= TASK DIRECTIONS =
Before you return the lines below, strip out any images and keep every word as written.

------------------------

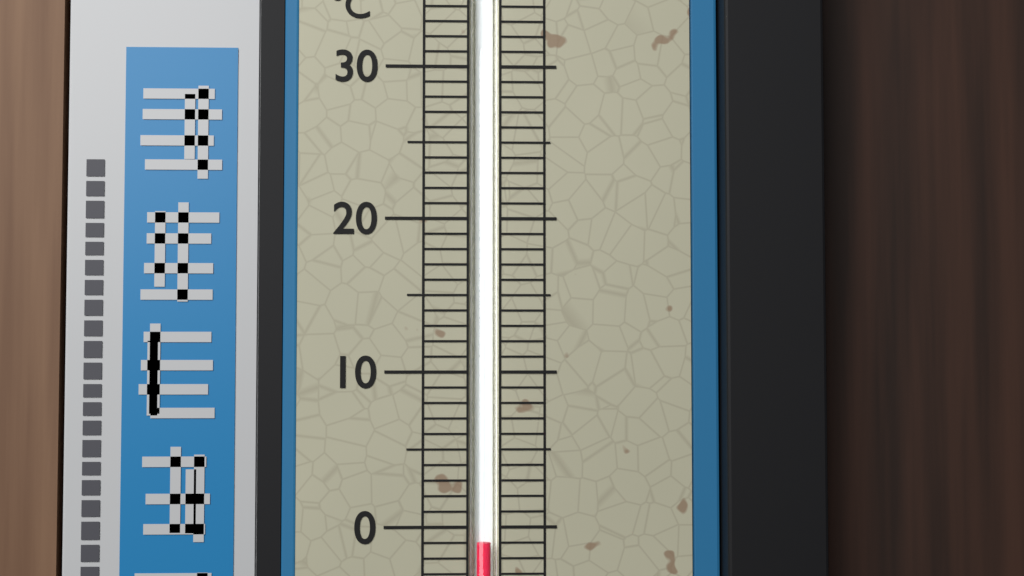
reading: -1 °C
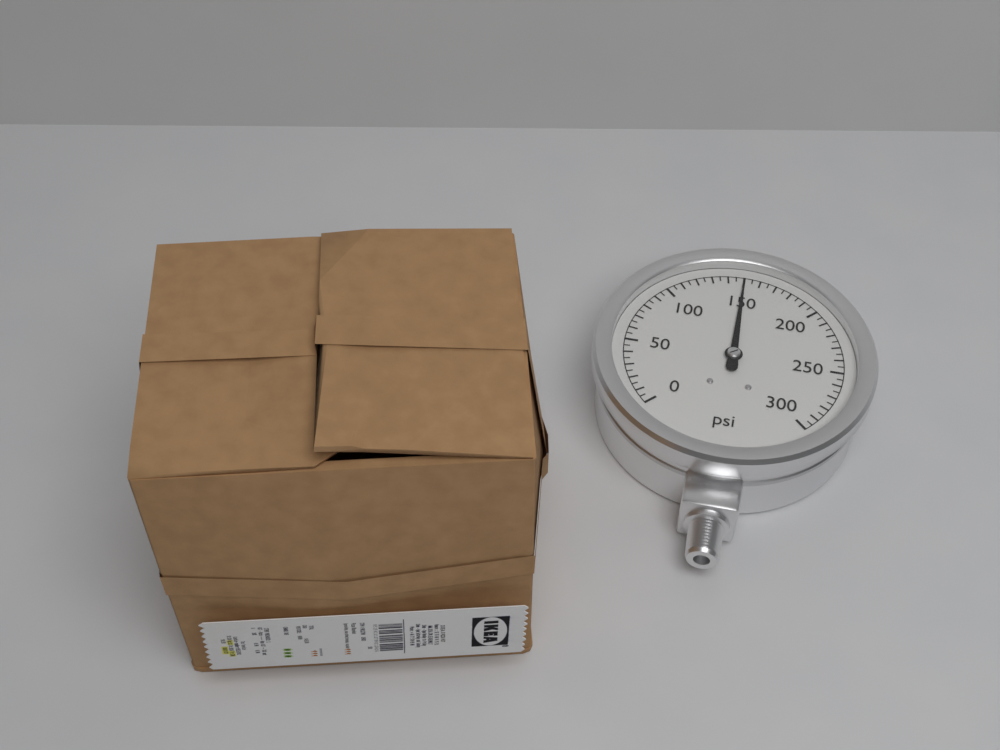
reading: 150 psi
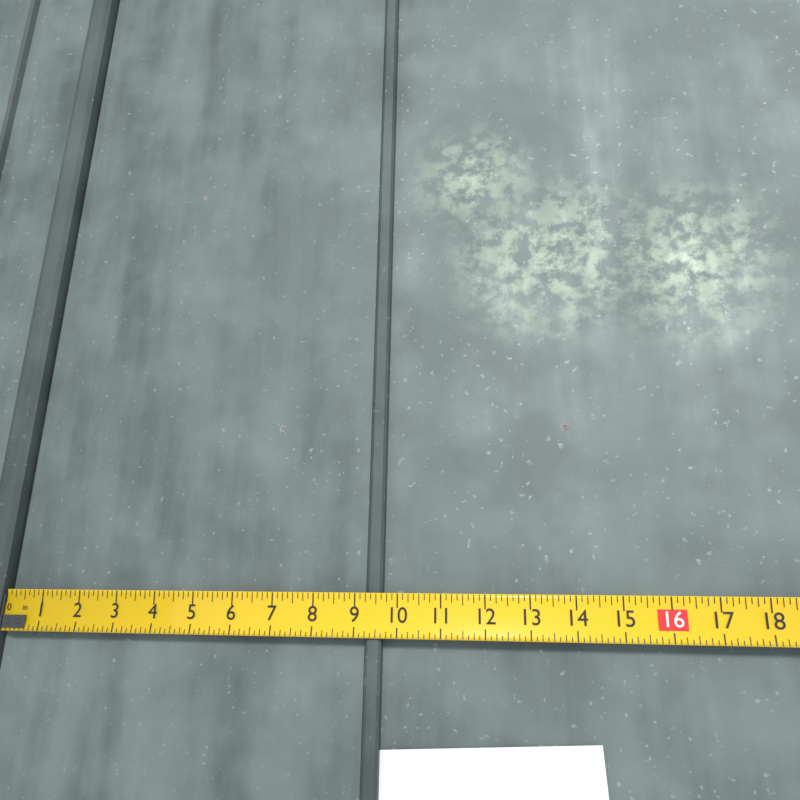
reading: 9.625 in
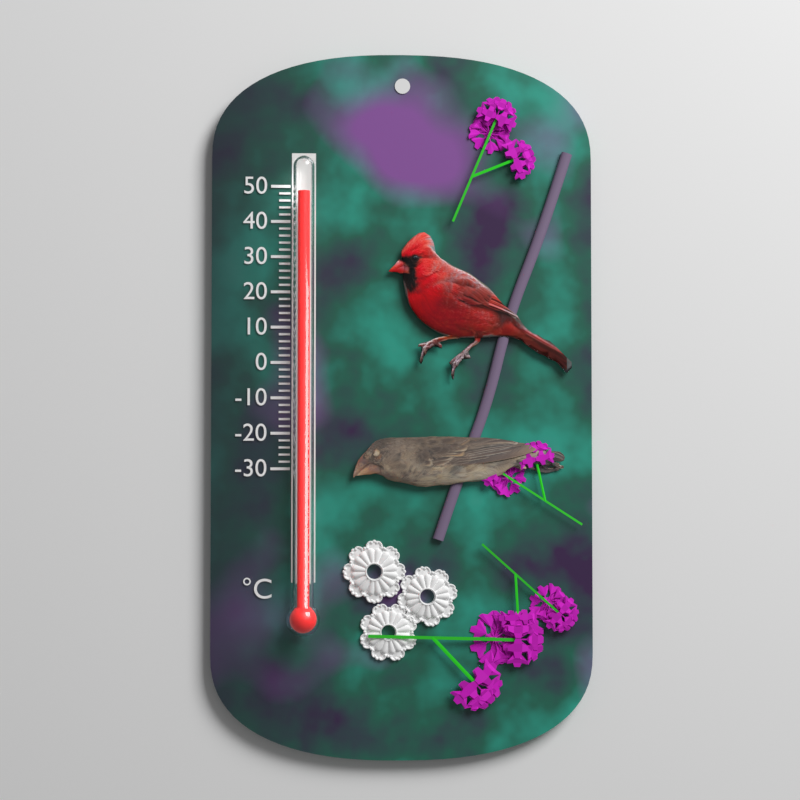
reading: 48 °C
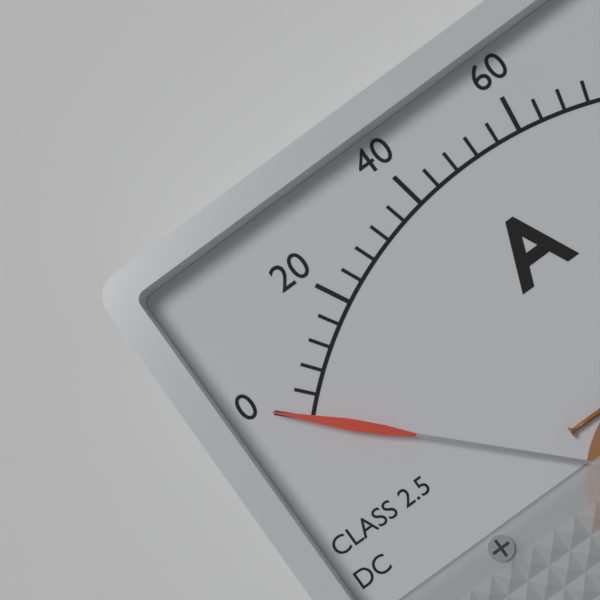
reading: 0 A
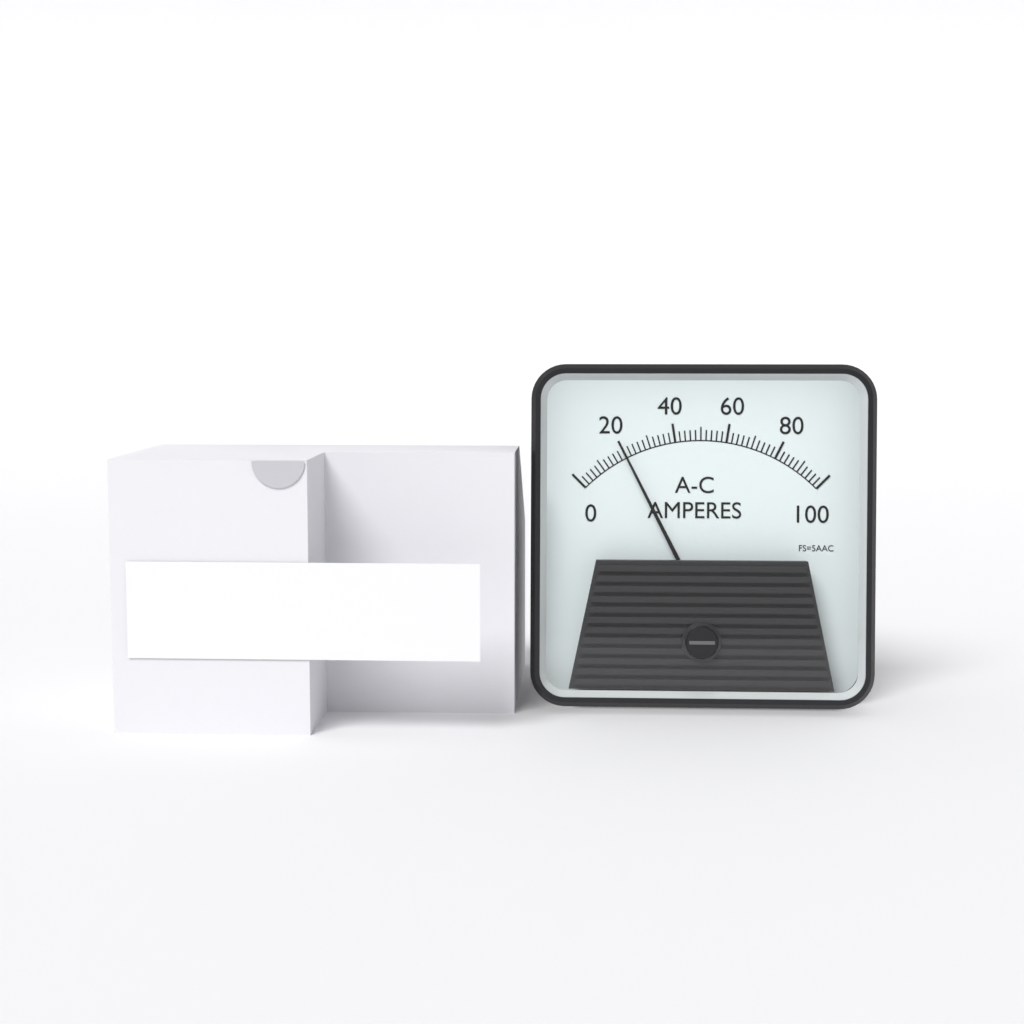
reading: 20 A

------------------------

= SOLUTION TO THIS TASK =
reading: -1 °C
reading: 150 psi
reading: 9.625 in
reading: 48 °C
reading: 0 A
reading: 20 A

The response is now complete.